Review by Frank Plowright
In 2013, two years after selling the iced tea company they founded in 1998 to Coca Cola, Seth Goldman and Barry Nalebuff produced a graphic novel about how they identified a gap in the market and successfully filled it. Coca Cola killed the brand in 2018. Apparently Barack Obama’s endorsement counts for little.
Goldman and Nalebuff began by realising the amount of sugar in comparable products. Know how many spoons of sugar there are in a bottle of iced tea? Six? Nine, like a can of Coke? Ten, actually. Goldman and Nalebuff’s Honest Tea had just two, and to them still tasted great, and that was their starting point.
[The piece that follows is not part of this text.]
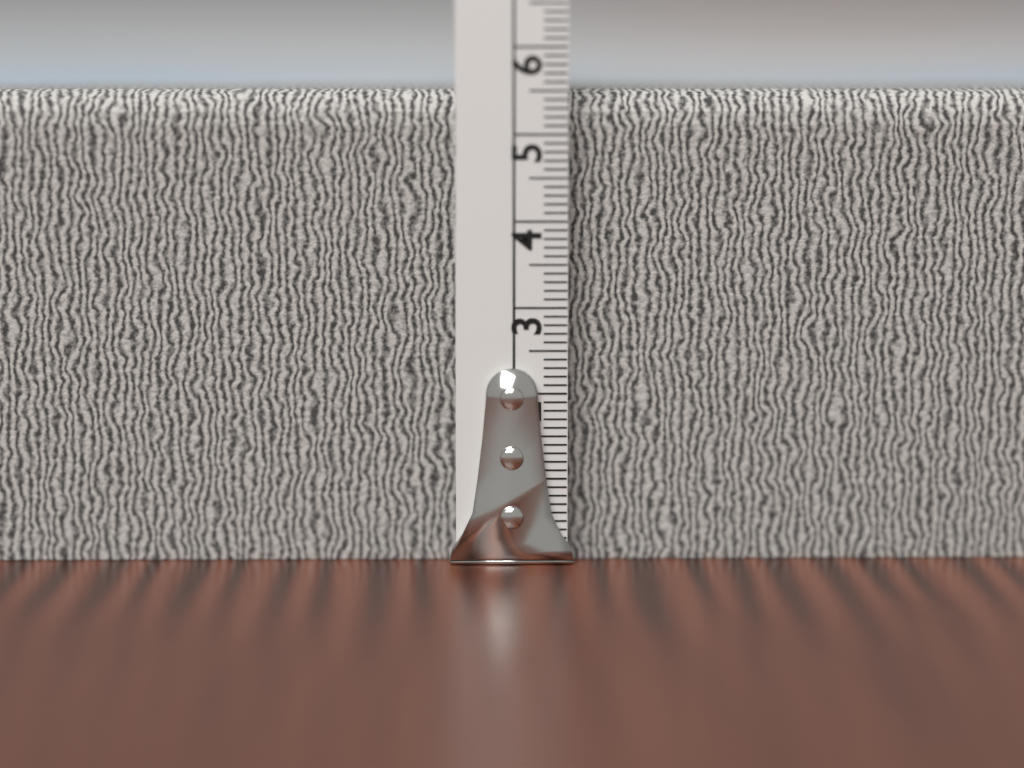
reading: 5.5 cm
This is a business publication, published under Crown’s business imprint, and while the tone is good-natured and humorous in simplifying complex discussions, this isn’t a graphic novel for everyone. Mission in a Bottle can still be dry with technicalities, but anyone interested in starting their own business will discover the full package covering concept, design, economics, manufacture, marketing and publicity.
Obviously much of the step by step detail is particular to their business, but much of it isn’t. Defaulting customers, distribution and manufacturing are common to almost every sales start-up, and while they had the necessary degrees and Nalebuff had one hell of a CV, neither of the partners had practical experience in running a business. Over the first few years the learning curve was rapid and steep.
Illustrating an educational graphic novel is a distinct talent, as the primary function is imparting information clearly, not telling a story clearly, and Sungyoon Choi masters the necessities. As the authors offer their own narrative she has to draw them again and again, and they form the connection points as the business progresses. Choi’s simple cartooning always ensures the advice being given can be easily understood, even when moving into more technical areas.
It’s never spelled out, but is emphasised in so many ways, starting with the product being named Honest Tea, that Goldman and Nalebuff intended to run an ethical business. Success might have come quicker were shortcuts taken, people treated poorly and less pride taken in the product, but all would have impacted long term. Yet investors generally want as large a profit as is possible in the short term, and then they move on. Greed is a powerful drug, but these people were avoided.
The story told overall is interesting, and the writers put their hands up regarding errors, perhaps giving a false impression overall for a successful business, but some mistakes obviously left lingering feelings. Several pieces of advice resonate, one being that you can have myriad computer projections and analysis, but when dealing with actual people, they’re not as valid as many businesses would have you believe.
All these years after Mission in a Bottle was published, you’re not going to find another graphic novel about starting a business, and this has plenty to offer. If you’ve never previously run a sales business it’s probably indispensable.